The rootedness of the past was based on a combination of social coercion, limited choices, and psychological/cultural dependency. (About the latter, the Amish, in their wisdom, allow their children to run wild for a few years in their late teens, a rite called Rumspringa, before giving them the choice to re-commit to the community. Do the vast majority re-commit because of free choice, or because of fear of the unknown? I don’t know).

I’m not saying those cultures were bad, of course. As a Crunchy Con, I’d say they were generally better. However, we can’t go home again. Karl Marx was right — the material basis of society goes a long way towards dictating culture.
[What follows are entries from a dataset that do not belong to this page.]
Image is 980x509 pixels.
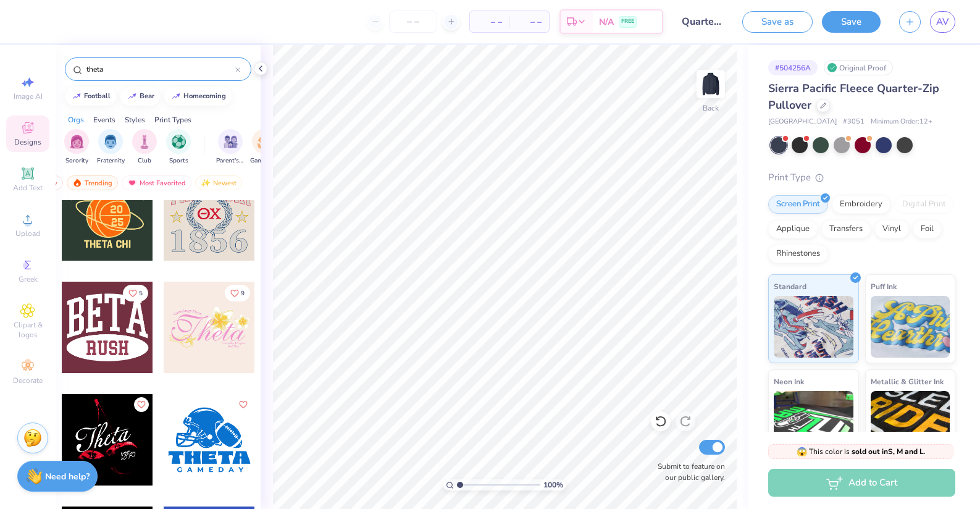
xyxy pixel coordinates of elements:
[223,135,238,148] img: Parent's Weekend Image
[824,60,893,75] div: Original Proof
[236,397,251,412] button: Like
[169,156,188,165] span: Sports
[200,178,211,187] img: newest.gif
[45,471,90,482] strong: Need help?
[774,296,854,357] img: Standard
[672,9,733,34] input: Untitled Design
[250,129,279,165] div: filter for Game Day
[797,446,925,457] span: This color is .
[225,285,250,301] button: Like
[768,171,955,184] div: Print Type
[127,93,137,100] img: trend_line.gif
[97,156,125,165] span: Fraternity
[768,195,828,214] div: Screen Print
[821,220,871,238] div: Transfers
[517,15,542,28] span: – –
[120,87,160,106] button: bear
[122,176,191,190] div: Most Favorited
[68,114,84,125] div: Orgs
[703,102,719,113] div: Back
[154,114,191,125] div: Print Types
[216,156,245,165] span: Parent's Weekend
[166,129,191,165] button: filter button
[599,15,614,28] span: N/A
[70,135,84,148] img: Sorority Image
[67,176,118,190] div: Trending
[543,479,563,490] span: 100 %
[832,195,890,214] div: Embroidery
[13,375,43,385] span: Decorate
[64,129,89,165] button: filter button
[913,220,942,238] div: Foil
[195,176,242,190] div: Newest
[72,93,82,100] img: trend_line.gif
[104,135,118,148] img: Fraternity Image
[250,129,279,165] button: filter button
[250,156,279,165] span: Game Day
[871,117,932,127] span: Minimum Order: 12 +
[19,274,38,284] span: Greek
[774,374,804,388] span: Neon Ink
[171,93,181,100] img: trend_line.gif
[871,390,950,453] img: Metallic & Glitter Ink
[13,182,43,193] span: Add Text
[14,91,43,101] span: Image AI
[621,17,635,26] span: FREE
[183,93,226,100] div: homecoming
[937,14,949,29] span: AV
[127,178,137,187] img: most_fav.gif
[14,137,42,147] span: Designs
[871,280,896,292] span: Puff Ink
[768,81,939,113] span: Sierra Pacific Fleece Quarter-Zip Pullover
[123,285,148,301] button: Like
[6,320,49,339] span: Clipart & logos
[134,397,148,412] button: Like
[843,117,865,127] span: # 3051
[15,228,40,238] span: Upload
[72,178,82,187] img: trending.gif
[478,15,502,28] span: – –
[774,280,807,292] span: Standard
[66,156,89,165] span: Sorority
[97,129,125,165] button: filter button
[774,390,854,453] img: Neon Ink
[241,290,245,297] span: 9
[768,220,818,238] div: Applique
[139,290,142,297] span: 5
[699,72,723,96] img: Back
[768,245,828,263] div: Rhinestones
[85,63,235,75] input: Try "Alpha"
[851,446,924,456] strong: sold out in S, M and L
[874,220,909,238] div: Vinyl
[651,460,725,483] label: Submit to feature on our public gallery.
[797,446,807,457] span: 😱
[97,129,125,165] div: filter for Fraternity
[171,135,186,148] img: Sports Image
[871,374,943,388] span: Metallic & Glitter Ink
[930,11,955,32] a: AV
[132,129,157,165] button: filter button
[165,87,231,106] button: homecoming
[768,60,818,75] div: # 504256A
[742,11,813,32] button: Save as
[137,156,151,165] span: Club
[140,93,154,100] div: bear
[894,195,954,214] div: Digital Print
[166,129,191,165] div: filter for Sports
[216,129,245,165] button: filter button
[93,114,115,125] div: Events
[768,117,837,127] span: [GEOGRAPHIC_DATA]
[64,129,89,165] div: filter for Sorority
[65,87,116,106] button: football
[389,10,438,32] input: – –
[132,129,157,165] div: filter for Club
[258,135,272,148] img: Game Day Image
[822,11,880,32] button: Save
[125,114,145,125] div: Styles
[137,135,151,148] img: Club Image
[871,296,950,357] img: Puff Ink
[84,93,111,100] div: football
[216,129,245,165] div: filter for Parent's Weekend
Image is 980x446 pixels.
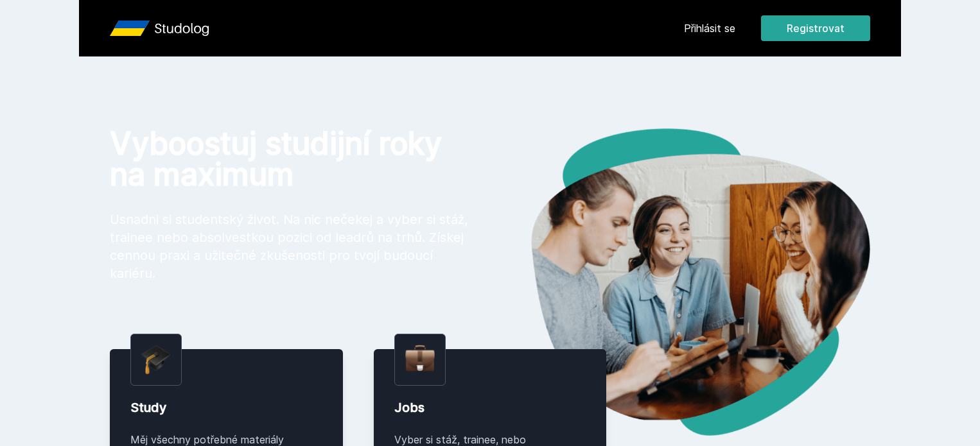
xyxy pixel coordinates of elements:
[761,15,869,41] button: Registrovat
[110,128,469,190] h1: Vyboostuj studijní roky na maximum
[141,344,170,374] img: graduation-cap.png
[405,342,434,374] img: briefcase.png
[490,128,869,436] img: hero.png
[110,210,469,283] p: Usnadni si studentský život. Na nic nečekej a vyber si stáž, trainee nebo absolvestkou pozici od ...
[130,398,323,416] div: Study
[683,21,735,36] a: Přihlásit se
[394,398,586,416] div: Jobs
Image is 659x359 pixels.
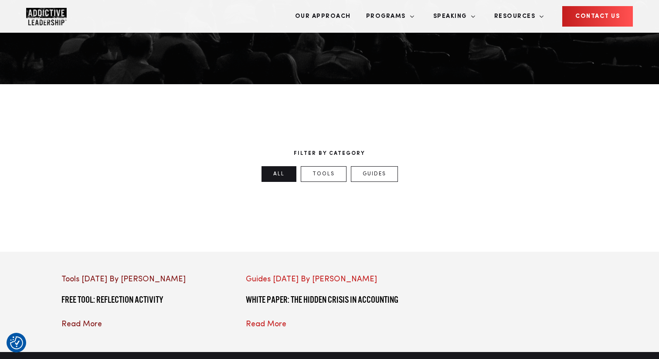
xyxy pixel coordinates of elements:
h4: WHITE PAPER: The Hidden Crisis in Accounting [246,294,413,305]
span: Guides [246,275,271,283]
a: Tools [DATE] By [PERSON_NAME] FREE Tool: Reflection Activity Read More [61,273,228,330]
span: Read More [61,320,102,328]
span: By [PERSON_NAME] [301,275,377,283]
p: FILTER BY CATEGORY [61,150,598,157]
button: Consent Preferences [10,336,23,349]
span: Read More [246,320,286,328]
img: Revisit consent button [10,336,23,349]
a: Guides [DATE] By [PERSON_NAME] WHITE PAPER: The Hidden Crisis in Accounting Read More [246,273,413,330]
span: [DATE] [82,275,107,283]
a: All [262,166,297,182]
span: Tools [61,275,79,283]
span: [DATE] [273,275,299,283]
a: Guides [351,166,398,182]
a: Tools [301,166,347,182]
span: By [PERSON_NAME] [109,275,186,283]
a: CONTACT US [562,6,633,27]
img: Company Logo [26,8,67,25]
h4: FREE Tool: Reflection Activity [61,294,228,305]
a: Home [26,8,78,25]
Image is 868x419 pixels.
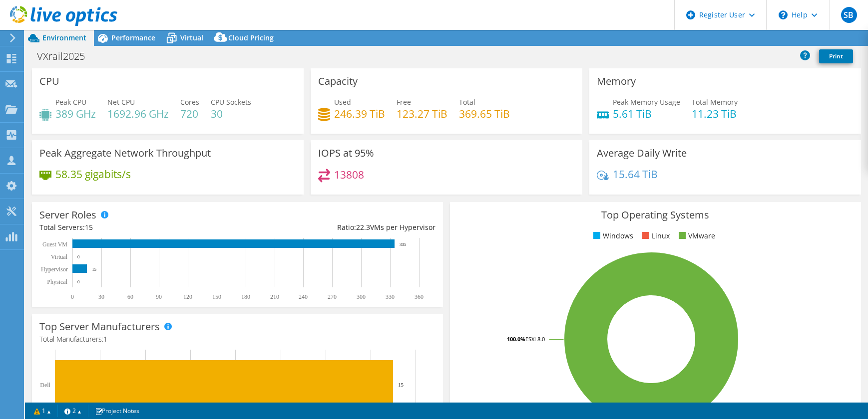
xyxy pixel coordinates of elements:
h4: 30 [210,108,251,119]
h3: Average Daily Write [596,147,686,159]
h4: 389 GHz [56,108,96,119]
h4: 720 [180,108,199,119]
svg: \n [778,10,787,19]
h4: 1692.96 GHz [108,108,169,119]
h3: Top Operating Systems [458,210,853,221]
text: 300 [356,293,365,300]
li: Linux [639,230,670,241]
h4: 246.39 TiB [334,108,385,119]
span: Used [334,97,351,107]
h4: 123.27 TiB [396,108,447,119]
text: Guest VM [42,241,68,248]
a: 1 [27,405,58,417]
span: 15 [84,222,92,232]
text: 30 [98,293,104,300]
text: 330 [386,293,395,300]
span: Environment [42,33,86,42]
tspan: ESXi 8.0 [525,335,544,343]
text: 90 [155,293,162,300]
text: 335 [399,242,407,247]
h4: 11.23 TiB [691,108,737,119]
span: Cloud Pricing [228,33,273,42]
text: Hypervisor [41,266,68,273]
a: Print [819,49,853,64]
li: VMware [676,230,715,241]
text: 60 [128,293,133,300]
span: Peak Memory Usage [612,97,680,107]
text: 120 [183,293,192,300]
text: Physical [47,278,68,285]
text: 150 [212,293,221,300]
h3: Memory [596,76,635,87]
text: 210 [270,293,279,300]
h3: IOPS at 95% [318,147,374,159]
h3: Server Roles [39,210,96,221]
text: Virtual [51,253,68,260]
span: Peak CPU [56,97,86,107]
h3: CPU [39,76,60,87]
text: 15 [92,267,97,272]
h1: VXrail2025 [33,51,100,62]
span: Total Memory [691,97,737,107]
text: 180 [242,293,250,300]
tspan: 100.0% [507,335,525,343]
text: 0 [77,280,80,284]
span: CPU Sockets [210,97,251,107]
h4: 13808 [334,169,364,180]
span: 1 [104,335,108,344]
a: Project Notes [88,405,147,417]
text: 15 [398,382,404,388]
div: Ratio: VMs per Hypervisor [237,222,435,233]
h4: 58.35 gigabits/s [56,169,131,179]
h3: Peak Aggregate Network Throughput [39,147,210,159]
span: Free [396,97,410,107]
h4: 5.61 TiB [612,108,680,119]
a: 2 [57,405,88,417]
text: 240 [299,293,308,300]
text: 0 [71,293,74,300]
text: 360 [414,293,423,300]
li: Windows [591,230,633,241]
div: Total Servers: [39,222,237,233]
text: Dell [40,382,50,389]
span: Total [459,97,475,107]
span: Net CPU [108,97,135,107]
span: Performance [112,33,155,42]
h4: 369.65 TiB [459,108,509,119]
text: 0 [77,254,80,260]
span: SB [841,7,857,23]
text: 270 [328,293,336,300]
span: Virtual [180,33,203,42]
h4: 15.64 TiB [612,169,658,179]
span: Cores [180,97,199,107]
h3: Top Server Manufacturers [39,321,159,332]
h4: Total Manufacturers: [39,334,435,345]
span: 22.3 [356,222,370,232]
h3: Capacity [318,76,357,87]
Thanks mostly to capitalism and prosperity (and probably liberal democracy), freedom is a fact of life, and as Francis Fukayama has said, it will continue its march across the globe, despite periodic setbacks caused by backlashes like the current Islamic reaction.

Now and in the future social bonds will be voluntary. Cultural renewal is about adjusting to this reality, primarily by making “sacrifice, self-discipline, putting others before oneself” attractive. That sounds superficial, but it’s not. I can only speak as a Christian, but that’s what the Church, in the ecumenical sense (and the creative communities within the Church) is about — attracting the world into a communal life where we freely choose to lay down our lives for others, where people not only do what they ought to do, but love to do what they ought to do. That’s what the real meaning of “proposing, not imposing” means. Anything else is just moralism, and too often, results in hypocrisy. Let’s face it, we all do what makes us happy.

And as Dostoevsky said, “love in practice is harsh and dreadful compared to love in dreams.”

As a Christian, I believe only the love of God can get me to freely choose to lay down my life for another, or love my enemy. In the end, cultural renewal that doesn’t take into account the new role of freedom is just sentimental. This explains Pope John Paul II’s (and now Pope Benedict XVI’s) relentless emphasis on both faith AND freedom, and why in the end conservative cultural renewal must not fear freedom, but embrace it.